Updated on: 03 June,2009 10:10 AM IST  | 
Kavitha Kumar |

The first film I ever saw, from beginning to end, was Walt Disney's Snow White and the Seven Dwarfs

Lights, camera, no action

The first film I ever saw, from beginning to end, was Walt Disney's Snow White and the Seven Dwarfs. This was years ago, when I wore pigtails and pinafore to school and, from there, to the local theatre for an afternoon of wholesome entertainment under the watchful eyes of my teachers.


It wasn't just Dopey, with his button nose and beagle ears, who got me hooked on the big screen. It was the delicious magic up there in the projection booth the movie theatre equivalent of backstage on School Day. As for the man behind the curtain, he became my hero! He was the guy who made the movie look and sound so good to everyone, so I wanted his job when I grew up, I declared over dinner at home.

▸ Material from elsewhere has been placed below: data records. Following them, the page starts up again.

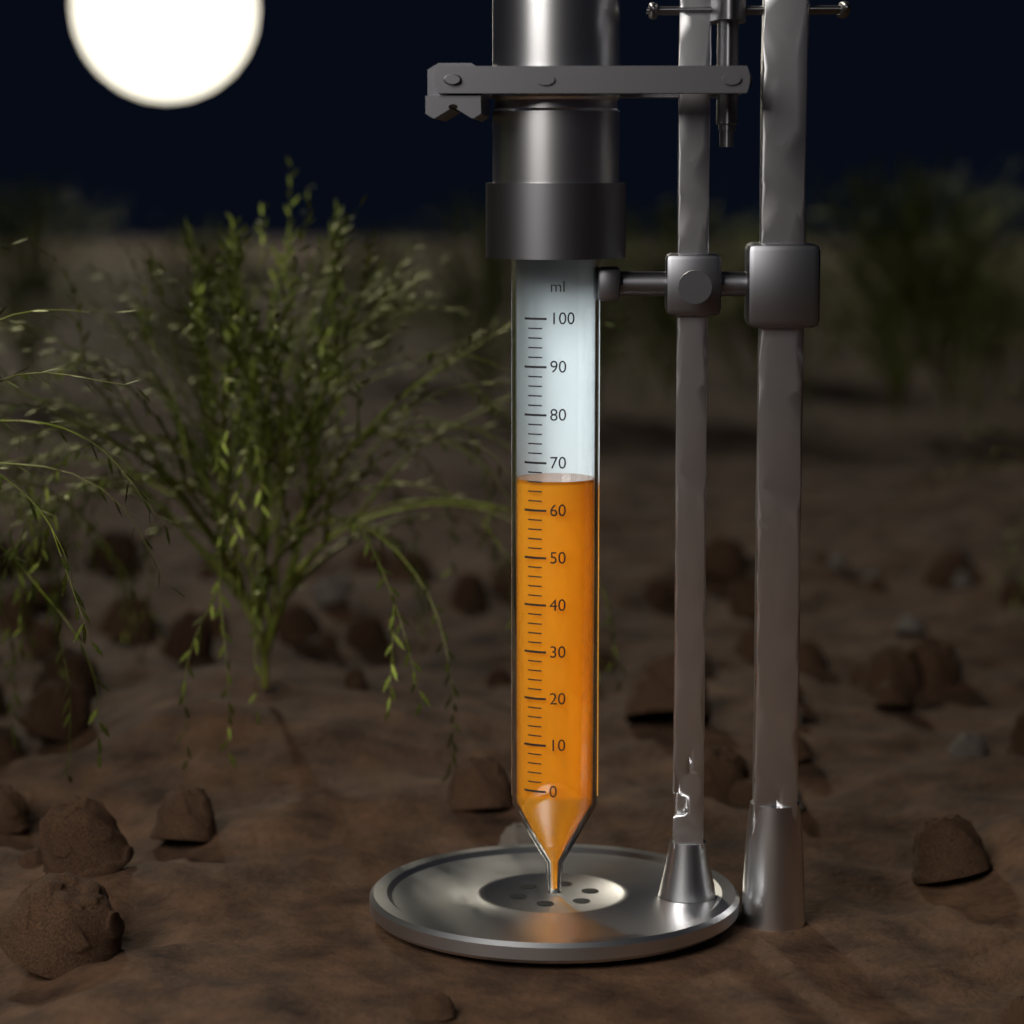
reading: 66 ml
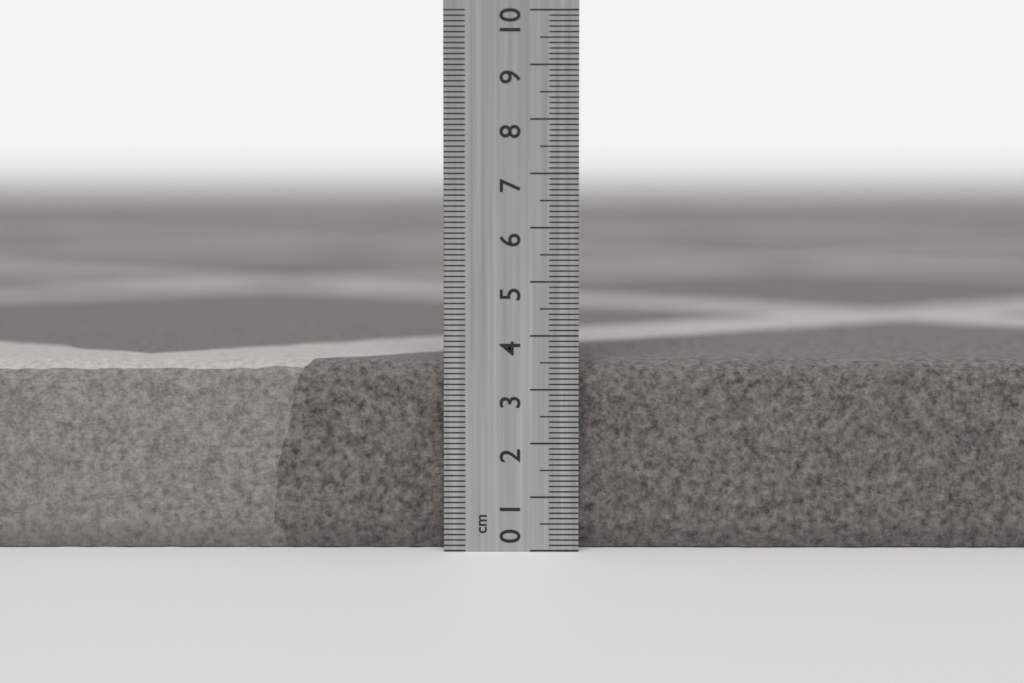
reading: 3.5 cm
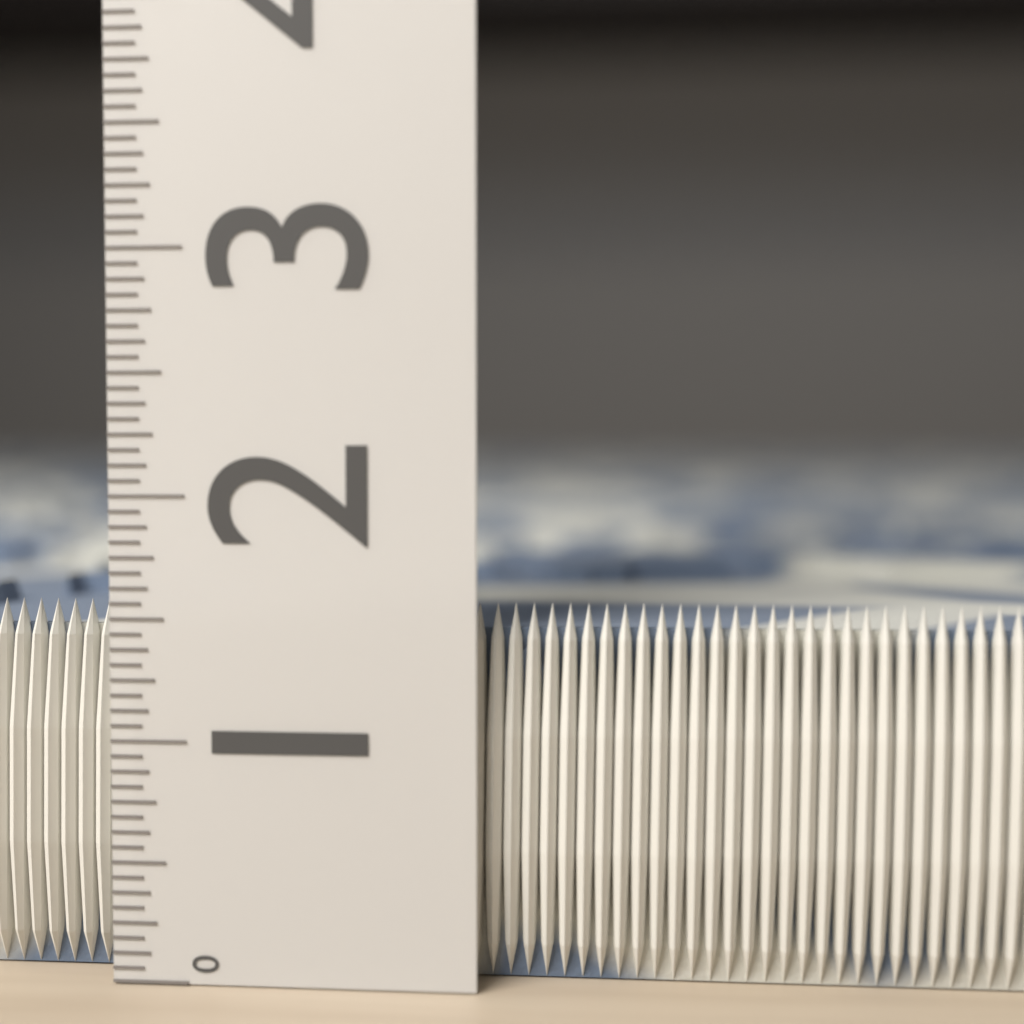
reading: 1.5625 (no unit)
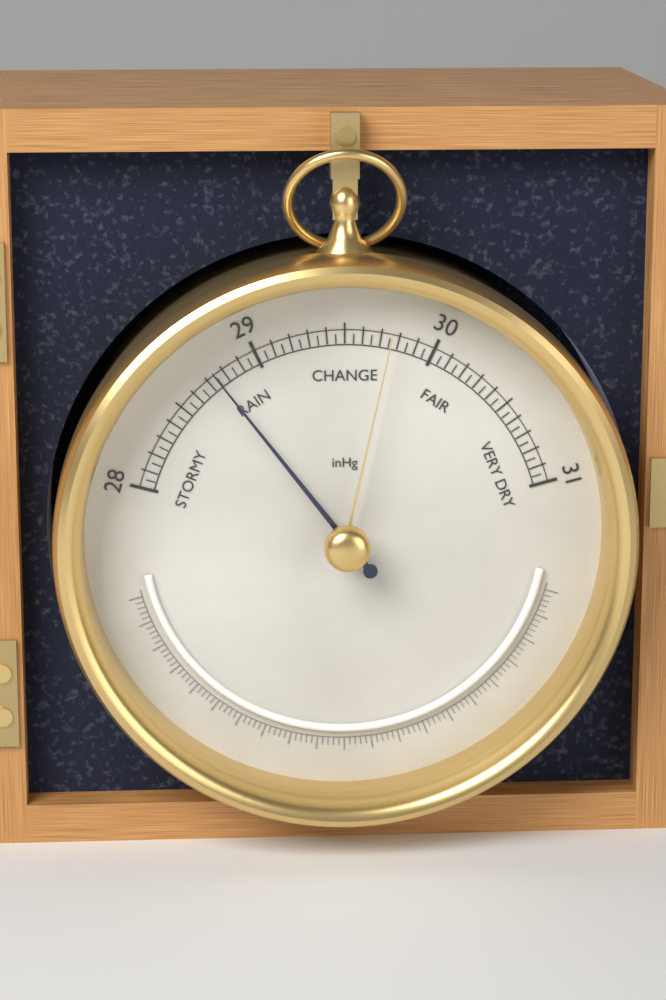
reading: 28.75 inHg
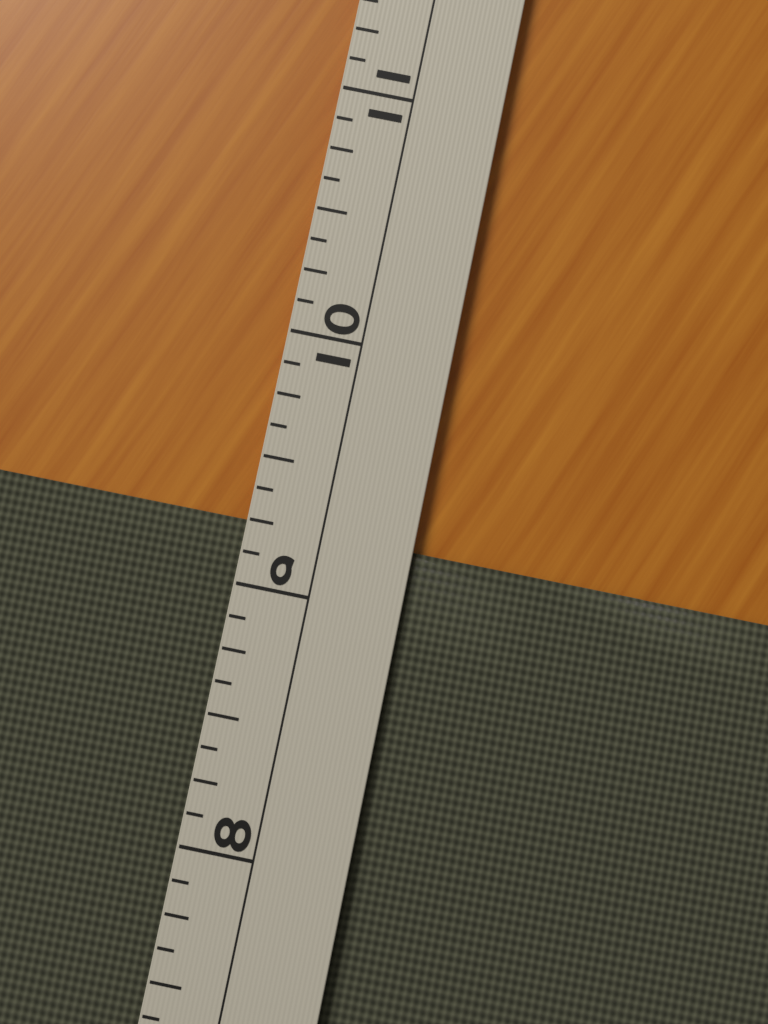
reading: 9.250 (no unit)
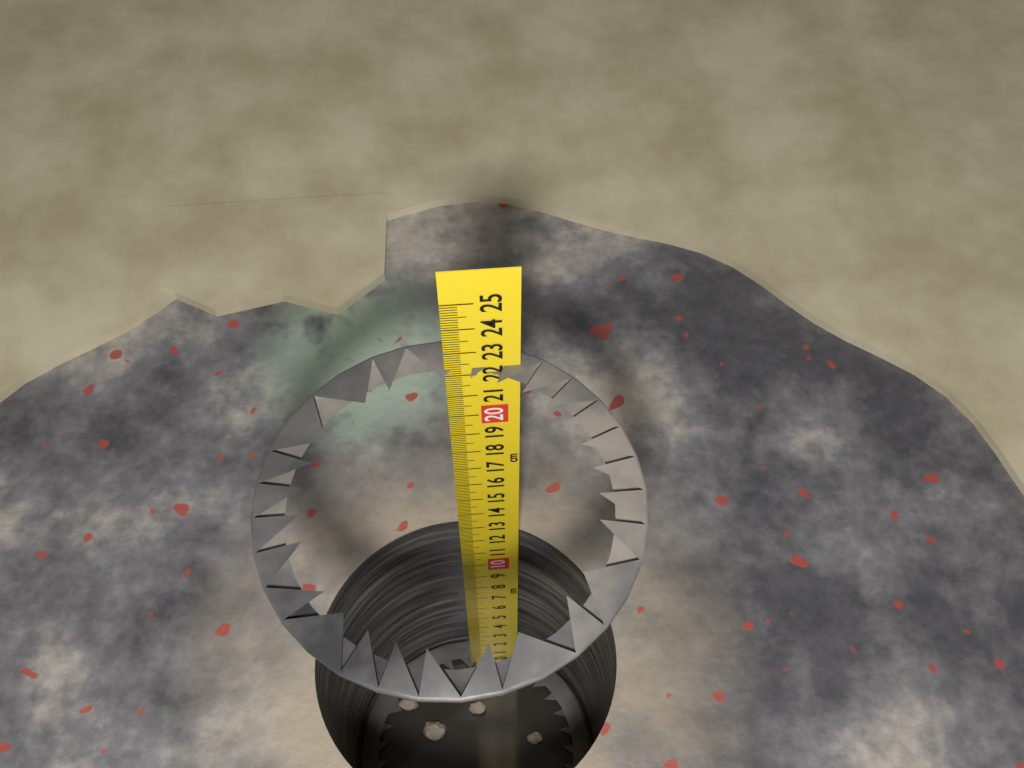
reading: 22.3 cm
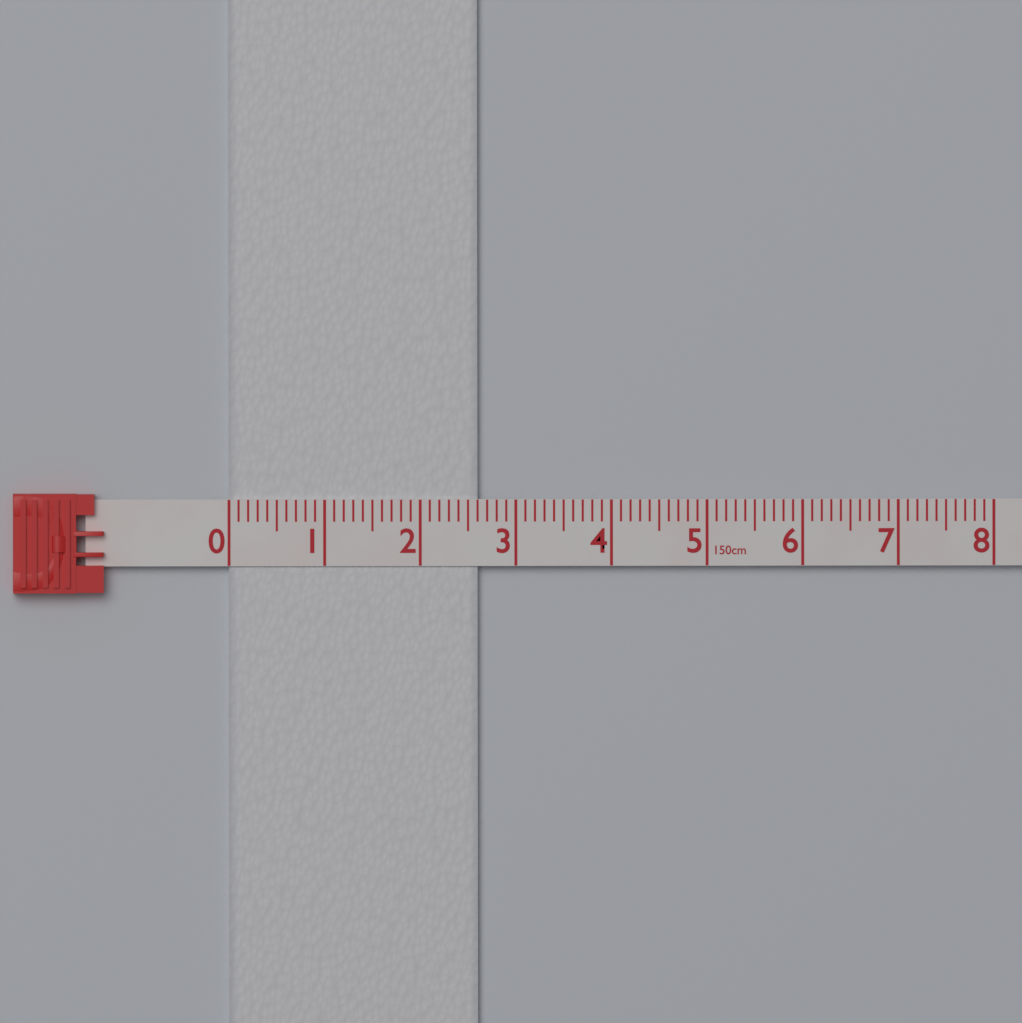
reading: 2.6 cm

Why am I lumbering down memory lane now? Because I am wallowing in self-pity, dreading another movie-less weekend. Will I have to get my entertainment fix from watching crafty Sadie feed her human visitors to hungry alligators in Placid Lake 2 on cable TV as my eight-year-old squeals in delight? (Clearly, too much movie-watching has blunted my parenting abilities.)

Going to the movies now means a trip to a multiplex as single-screen theatres have been razed to make way for more malls and more multiplexes. And when that trip to the multiplex on Friday night doesn't happen nine weeks in a row, you cannot blame me for romanticising those nights spent swatting swarms of mosquitoes at Drive-in theatre while watching desi disco king Mithunda's obscene pelvic thrusts.

Had the teachers of my childhood seen how futile their efforts to maintain my innocence by nurturing me on a diet of Walt Disney had proved, they would have wept into their lavender-scented handkerchiefs!

Drive-in, on Bannerghatta Road, disappeared but left behind in me a voracious appetite for movies arty stuff, trashy stuff and everything in between. It also explains why I craved Govinda films, and not raw mango or imli like all good moms-to-be, during my pregnancy.

While folks at home must now put up with my crabby behaviour each time I catch sight of crocs on cable TV, readers of this column (assuming there are any) must excuse this tripe as the ranting of a movie-deprived mind.